Comparison Overview
CSL Plasma

CSL Plasma
900 Broken Sound Parkway, Boca Raton, Florida, 33487, US
Last Update: 04/04/2026
CSL Plasma is one of the world’s largest collectors of human plasma. We are committed to excellence and innovation in everything we do. Our work ensures that tens of thousands of people with rare and serious diseases are able to live normal, healthy lives. We are commit...

Intas Pharmaceuticals
Sarkhej Gandhinagar Highway, Near Sola Bridge, Ahmedabad, Gujarat, IN
Last Update: 01/04/2026
Intas is one of the leading multinational pharmaceutical formulation development, manufacturing, and marketing organization in the world. It has been growing at 19% CAGR and crossed the $2.5 billion mark in the past financial year.

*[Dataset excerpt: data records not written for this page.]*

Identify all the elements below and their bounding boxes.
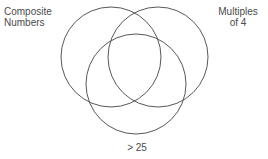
venn-label-greater-than-25: > 25 (112, 143, 162, 154)
venn-diagram-page: Composite Numbers Multiples of 4 > 25 (0, 0, 268, 159)
venn-label-multiples-of-4: Multiples of 4 (209, 7, 267, 28)
venn-circle-composite-numbers (61, 7, 161, 107)
venn-label-composite-numbers: Composite Numbers (4, 7, 66, 28)
venn-circle-multiples-of-4 (108, 7, 208, 107)
venn-circle-greater-than-25 (86, 34, 186, 134)
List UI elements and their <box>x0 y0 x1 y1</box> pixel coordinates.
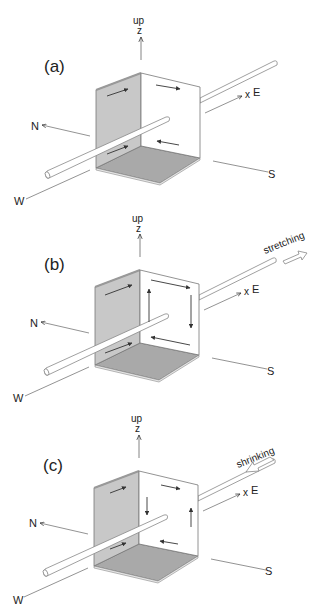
x-label: x <box>245 89 250 100</box>
north-label: N <box>30 317 38 329</box>
z-label: z <box>136 223 141 234</box>
panel-label: (b) <box>44 255 65 274</box>
z-label: z <box>137 25 142 36</box>
panel-c: shrinking (c) up z x E N S W <box>13 413 276 606</box>
panel-label: (c) <box>43 456 63 475</box>
south-label: S <box>267 365 274 377</box>
west-label: W <box>13 392 24 404</box>
east-label: E <box>252 283 259 295</box>
east-label: E <box>253 86 260 98</box>
panel-b: stretching (b) up z x E N S W <box>13 213 307 404</box>
south-label: S <box>268 168 275 180</box>
stretching-arrow-icon <box>283 251 307 264</box>
west-label: W <box>13 594 24 606</box>
west-label: W <box>14 195 25 207</box>
panel-a: (a) up z x E N S W <box>14 15 277 207</box>
figure-canvas: (a) up z x E N S W stretching (b) up z x… <box>0 0 320 608</box>
x-label: x <box>244 286 249 297</box>
north-label: N <box>29 517 37 529</box>
panel-label: (a) <box>44 57 65 76</box>
x-label: x <box>243 487 248 498</box>
z-label: z <box>135 423 140 434</box>
north-label: N <box>31 120 39 132</box>
east-label: E <box>251 484 258 496</box>
south-label: S <box>265 565 272 577</box>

The company has set up a network of su...
Compliance Ranges Comparison

CSL Plasma







Intas Pharmaceuticals






Benchmark & Cyber Underwriting Signals
Incidents vs Pharmaceutical Manufacturing Industry Avg (This Year)
No incidents recorded for CSL Plasma in 2026.
Incidents vs Pharmaceutical Manufacturing Industry Avg (This Year)
No incidents recorded for Intas Pharmaceuticals in 2026.
Incident History - CSL Plasma (X = Date, Y = Severity)
CSL Plasma cyber incidents detection timeline including parent company and subsidiaries.
Incident History - Intas Pharmaceuticals (X = Date, Y = Severity)
Intas Pharmaceuticals cyber incidents detection timeline including parent company and subsidiaries.
Notable Incidents

CSL Plasma

Intas Pharmaceuticals
FAQ
Latest Global CVEs
PraisonAI before 1.5.115 contains a path traversal vulnerability in MultiAgentMonitor that fails to sanitize agent IDs when building file paths. Attackers can include traversal sequences like ../ in agent IDs to read, write, or overwrite arbitrary files, enabling sensitive disclosure, denial of service, or code execution.
PraisonAI before 1.5.115 contains an information disclosure vulnerability in the MultiAgentLedger component that allows attackers to access sensitive data by registering agents with duplicate IDs. Attackers can exploit the lack of agent ID uniqueness enforcement to share ledger instances and expose system prompts and conversation history between agents.
PraisonAI before 1.5.128 contains a cross-origin agent execution vulnerability in the AGUI endpoint that allows remote attackers to trigger arbitrary agent execution. The POST /agui endpoint lacks authentication and hardcodes Access-Control-Allow-Origin: * headers, combined with Starlette's Content-Type-agnostic JSON parsing, enabling attackers to bypass CORS preflight checks via simple requests and exfiltrate sensitive agent responses including tool execution results and environment data.
PraisonAI before 4.5.128 contains an arbitrary shell command execution vulnerability where the UI modules hardcode approval_mode to auto, overriding administrator configuration from PRAISON_APPROVAL_MODE environment variable. Authenticated attackers can instruct the LLM agent to execute arbitrary shell commands via subprocess.run with shell=True, bypassing the manual approval gate and insufficient command sanitization blocklists.
PraisonAI before 1.5.128 caches tool approval decisions by tool name only, not by invocation arguments, allowing subsequent execute_command calls to bypass approval prompts. Attackers can exploit this by obtaining initial approval for a benign command, then silently exfiltrate API keys and credentials via subsequent shell commands without user consent.